Task to carry out:
Give an exact copy of the lines from the beginning of the listing below to the "Task: Click on the October 2018" line, inclusive.

Exercise inputs:
....................

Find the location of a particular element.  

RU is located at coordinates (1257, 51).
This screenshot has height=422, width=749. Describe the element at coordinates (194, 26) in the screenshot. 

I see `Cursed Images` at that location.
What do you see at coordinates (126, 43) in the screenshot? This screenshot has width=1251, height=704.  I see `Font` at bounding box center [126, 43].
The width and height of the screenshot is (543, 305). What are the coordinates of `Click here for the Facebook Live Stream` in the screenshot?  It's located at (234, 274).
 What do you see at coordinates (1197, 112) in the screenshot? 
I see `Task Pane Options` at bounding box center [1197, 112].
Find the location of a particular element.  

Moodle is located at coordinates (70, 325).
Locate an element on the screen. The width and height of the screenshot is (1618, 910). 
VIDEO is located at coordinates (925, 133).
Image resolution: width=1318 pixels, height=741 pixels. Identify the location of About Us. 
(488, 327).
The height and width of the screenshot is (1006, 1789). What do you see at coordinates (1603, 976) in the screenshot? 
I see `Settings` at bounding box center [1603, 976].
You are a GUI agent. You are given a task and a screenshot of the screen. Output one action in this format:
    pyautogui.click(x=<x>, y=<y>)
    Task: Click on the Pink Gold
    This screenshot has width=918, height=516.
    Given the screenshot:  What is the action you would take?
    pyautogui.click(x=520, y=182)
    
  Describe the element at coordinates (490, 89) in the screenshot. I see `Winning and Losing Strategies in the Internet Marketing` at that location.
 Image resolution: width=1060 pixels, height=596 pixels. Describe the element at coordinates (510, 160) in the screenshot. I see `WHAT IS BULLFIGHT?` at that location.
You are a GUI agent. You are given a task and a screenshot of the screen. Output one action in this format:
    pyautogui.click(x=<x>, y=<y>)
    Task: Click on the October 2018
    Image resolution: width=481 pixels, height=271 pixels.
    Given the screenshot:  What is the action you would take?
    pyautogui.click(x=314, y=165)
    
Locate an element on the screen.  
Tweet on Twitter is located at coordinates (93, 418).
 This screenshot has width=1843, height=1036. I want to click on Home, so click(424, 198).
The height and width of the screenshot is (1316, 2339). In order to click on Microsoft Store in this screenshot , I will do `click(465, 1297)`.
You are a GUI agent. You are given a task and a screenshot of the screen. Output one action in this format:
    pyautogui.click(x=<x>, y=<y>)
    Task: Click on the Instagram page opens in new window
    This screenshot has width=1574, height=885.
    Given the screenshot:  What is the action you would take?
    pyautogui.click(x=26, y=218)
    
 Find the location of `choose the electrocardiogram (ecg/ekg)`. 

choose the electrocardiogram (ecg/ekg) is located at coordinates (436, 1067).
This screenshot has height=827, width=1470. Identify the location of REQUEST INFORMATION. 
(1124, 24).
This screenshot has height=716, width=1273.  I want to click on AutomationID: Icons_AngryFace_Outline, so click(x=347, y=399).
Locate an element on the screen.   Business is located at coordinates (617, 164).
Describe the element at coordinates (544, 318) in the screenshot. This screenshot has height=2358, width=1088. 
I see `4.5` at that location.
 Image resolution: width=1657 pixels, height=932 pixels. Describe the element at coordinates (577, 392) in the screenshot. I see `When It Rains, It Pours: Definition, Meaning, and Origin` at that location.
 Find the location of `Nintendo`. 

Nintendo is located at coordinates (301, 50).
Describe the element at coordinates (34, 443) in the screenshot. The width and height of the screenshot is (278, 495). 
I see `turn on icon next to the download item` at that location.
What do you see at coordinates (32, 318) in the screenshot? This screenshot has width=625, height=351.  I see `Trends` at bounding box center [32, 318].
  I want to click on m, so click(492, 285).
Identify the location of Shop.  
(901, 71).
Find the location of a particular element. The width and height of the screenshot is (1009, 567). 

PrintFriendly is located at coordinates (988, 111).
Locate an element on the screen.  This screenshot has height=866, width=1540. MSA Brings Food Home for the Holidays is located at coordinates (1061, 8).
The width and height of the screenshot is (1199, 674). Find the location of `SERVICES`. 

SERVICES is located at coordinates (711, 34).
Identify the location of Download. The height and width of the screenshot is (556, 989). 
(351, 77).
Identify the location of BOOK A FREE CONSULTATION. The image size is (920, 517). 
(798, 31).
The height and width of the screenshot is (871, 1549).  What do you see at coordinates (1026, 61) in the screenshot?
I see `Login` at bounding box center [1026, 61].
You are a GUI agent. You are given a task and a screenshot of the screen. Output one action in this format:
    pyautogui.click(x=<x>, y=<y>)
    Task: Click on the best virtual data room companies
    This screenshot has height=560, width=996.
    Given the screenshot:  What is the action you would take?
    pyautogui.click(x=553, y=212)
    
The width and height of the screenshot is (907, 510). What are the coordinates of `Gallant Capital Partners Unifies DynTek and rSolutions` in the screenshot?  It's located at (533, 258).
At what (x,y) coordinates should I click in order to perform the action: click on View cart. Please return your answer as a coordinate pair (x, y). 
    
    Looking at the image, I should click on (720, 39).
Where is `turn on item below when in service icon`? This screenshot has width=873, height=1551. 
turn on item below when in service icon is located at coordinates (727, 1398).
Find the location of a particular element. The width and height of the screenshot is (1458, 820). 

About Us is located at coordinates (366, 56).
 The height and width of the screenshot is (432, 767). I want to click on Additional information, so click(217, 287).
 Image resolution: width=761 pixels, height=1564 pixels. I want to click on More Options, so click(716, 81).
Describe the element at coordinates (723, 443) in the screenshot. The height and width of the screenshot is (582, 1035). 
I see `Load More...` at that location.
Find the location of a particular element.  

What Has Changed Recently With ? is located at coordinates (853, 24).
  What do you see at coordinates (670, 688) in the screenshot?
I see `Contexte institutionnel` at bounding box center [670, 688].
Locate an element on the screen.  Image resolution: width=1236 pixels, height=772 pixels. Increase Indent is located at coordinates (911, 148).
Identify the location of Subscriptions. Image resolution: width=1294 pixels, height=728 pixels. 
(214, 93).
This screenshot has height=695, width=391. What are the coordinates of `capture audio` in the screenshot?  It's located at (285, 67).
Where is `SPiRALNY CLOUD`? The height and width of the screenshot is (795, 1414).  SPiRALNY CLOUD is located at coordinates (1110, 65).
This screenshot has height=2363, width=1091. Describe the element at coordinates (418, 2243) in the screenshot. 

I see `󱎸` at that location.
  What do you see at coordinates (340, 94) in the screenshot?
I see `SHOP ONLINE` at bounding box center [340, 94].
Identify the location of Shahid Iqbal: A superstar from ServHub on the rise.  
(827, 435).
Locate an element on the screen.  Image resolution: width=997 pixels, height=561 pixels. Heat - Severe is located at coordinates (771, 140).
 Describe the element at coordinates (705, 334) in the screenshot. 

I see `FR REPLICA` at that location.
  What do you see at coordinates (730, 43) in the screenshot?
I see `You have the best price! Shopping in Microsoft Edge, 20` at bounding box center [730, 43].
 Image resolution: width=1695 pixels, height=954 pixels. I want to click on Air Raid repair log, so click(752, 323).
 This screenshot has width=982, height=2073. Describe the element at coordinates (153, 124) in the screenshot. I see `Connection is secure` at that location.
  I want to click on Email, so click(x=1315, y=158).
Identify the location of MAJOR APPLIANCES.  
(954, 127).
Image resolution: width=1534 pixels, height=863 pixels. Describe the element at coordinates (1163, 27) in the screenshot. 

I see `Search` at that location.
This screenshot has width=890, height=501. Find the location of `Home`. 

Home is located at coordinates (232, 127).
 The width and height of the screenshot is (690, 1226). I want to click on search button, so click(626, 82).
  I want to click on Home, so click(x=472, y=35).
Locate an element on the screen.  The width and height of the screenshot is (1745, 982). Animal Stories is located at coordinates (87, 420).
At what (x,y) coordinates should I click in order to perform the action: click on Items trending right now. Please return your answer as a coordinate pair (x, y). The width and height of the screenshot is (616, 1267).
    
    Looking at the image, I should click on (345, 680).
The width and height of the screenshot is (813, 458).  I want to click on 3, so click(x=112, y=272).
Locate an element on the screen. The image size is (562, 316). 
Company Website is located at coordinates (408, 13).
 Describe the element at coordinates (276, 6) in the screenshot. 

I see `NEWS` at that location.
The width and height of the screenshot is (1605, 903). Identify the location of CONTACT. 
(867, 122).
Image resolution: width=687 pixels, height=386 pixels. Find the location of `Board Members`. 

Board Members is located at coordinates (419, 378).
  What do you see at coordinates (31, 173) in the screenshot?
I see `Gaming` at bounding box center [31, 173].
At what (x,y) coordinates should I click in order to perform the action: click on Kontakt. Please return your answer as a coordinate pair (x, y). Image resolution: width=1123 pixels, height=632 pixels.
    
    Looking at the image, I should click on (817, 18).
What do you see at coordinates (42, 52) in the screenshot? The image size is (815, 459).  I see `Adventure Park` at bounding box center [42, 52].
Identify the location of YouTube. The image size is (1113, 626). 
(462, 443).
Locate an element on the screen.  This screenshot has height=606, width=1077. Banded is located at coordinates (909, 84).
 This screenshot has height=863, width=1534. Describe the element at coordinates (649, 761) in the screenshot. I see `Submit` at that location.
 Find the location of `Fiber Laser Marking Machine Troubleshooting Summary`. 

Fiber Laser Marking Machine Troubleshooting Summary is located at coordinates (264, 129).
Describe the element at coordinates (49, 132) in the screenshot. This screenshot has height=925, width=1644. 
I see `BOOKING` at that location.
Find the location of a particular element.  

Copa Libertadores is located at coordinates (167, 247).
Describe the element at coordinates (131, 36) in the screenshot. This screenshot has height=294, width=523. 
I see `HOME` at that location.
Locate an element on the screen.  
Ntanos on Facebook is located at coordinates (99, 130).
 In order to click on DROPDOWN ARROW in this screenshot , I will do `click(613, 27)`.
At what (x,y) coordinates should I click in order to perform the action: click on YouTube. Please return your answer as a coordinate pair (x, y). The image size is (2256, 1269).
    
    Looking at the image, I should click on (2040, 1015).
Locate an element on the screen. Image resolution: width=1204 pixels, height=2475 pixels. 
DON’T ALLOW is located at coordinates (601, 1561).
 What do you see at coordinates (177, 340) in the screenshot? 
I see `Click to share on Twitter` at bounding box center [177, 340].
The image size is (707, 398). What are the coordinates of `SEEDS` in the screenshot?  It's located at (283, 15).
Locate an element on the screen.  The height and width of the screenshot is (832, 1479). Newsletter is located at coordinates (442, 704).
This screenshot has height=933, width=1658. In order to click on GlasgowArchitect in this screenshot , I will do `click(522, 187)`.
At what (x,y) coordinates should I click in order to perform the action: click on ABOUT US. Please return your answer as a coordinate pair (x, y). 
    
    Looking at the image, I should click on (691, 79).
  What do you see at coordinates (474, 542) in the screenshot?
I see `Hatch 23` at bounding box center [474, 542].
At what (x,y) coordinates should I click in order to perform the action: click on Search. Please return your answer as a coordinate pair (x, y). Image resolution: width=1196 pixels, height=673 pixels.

....................

Result below:
Find the location of a particular element.  

RU is located at coordinates (1257, 51).
This screenshot has height=422, width=749. Describe the element at coordinates (194, 26) in the screenshot. 

I see `Cursed Images` at that location.
What do you see at coordinates (126, 43) in the screenshot? This screenshot has width=1251, height=704.  I see `Font` at bounding box center [126, 43].
The width and height of the screenshot is (543, 305). What are the coordinates of `Click here for the Facebook Live Stream` in the screenshot?  It's located at (234, 274).
 What do you see at coordinates (1197, 112) in the screenshot? 
I see `Task Pane Options` at bounding box center [1197, 112].
Find the location of a particular element.  

Moodle is located at coordinates (70, 325).
Locate an element on the screen. The width and height of the screenshot is (1618, 910). 
VIDEO is located at coordinates (925, 133).
Image resolution: width=1318 pixels, height=741 pixels. Identify the location of About Us. 
(488, 327).
The height and width of the screenshot is (1006, 1789). What do you see at coordinates (1603, 976) in the screenshot? 
I see `Settings` at bounding box center [1603, 976].
You are a GUI agent. You are given a task and a screenshot of the screen. Output one action in this format:
    pyautogui.click(x=<x>, y=<y>)
    Task: Click on the Pink Gold
    This screenshot has width=918, height=516.
    Given the screenshot:  What is the action you would take?
    pyautogui.click(x=520, y=182)
    
  Describe the element at coordinates (490, 89) in the screenshot. I see `Winning and Losing Strategies in the Internet Marketing` at that location.
 Image resolution: width=1060 pixels, height=596 pixels. Describe the element at coordinates (510, 160) in the screenshot. I see `WHAT IS BULLFIGHT?` at that location.
You are a GUI agent. You are given a task and a screenshot of the screen. Output one action in this format:
    pyautogui.click(x=<x>, y=<y>)
    Task: Click on the October 2018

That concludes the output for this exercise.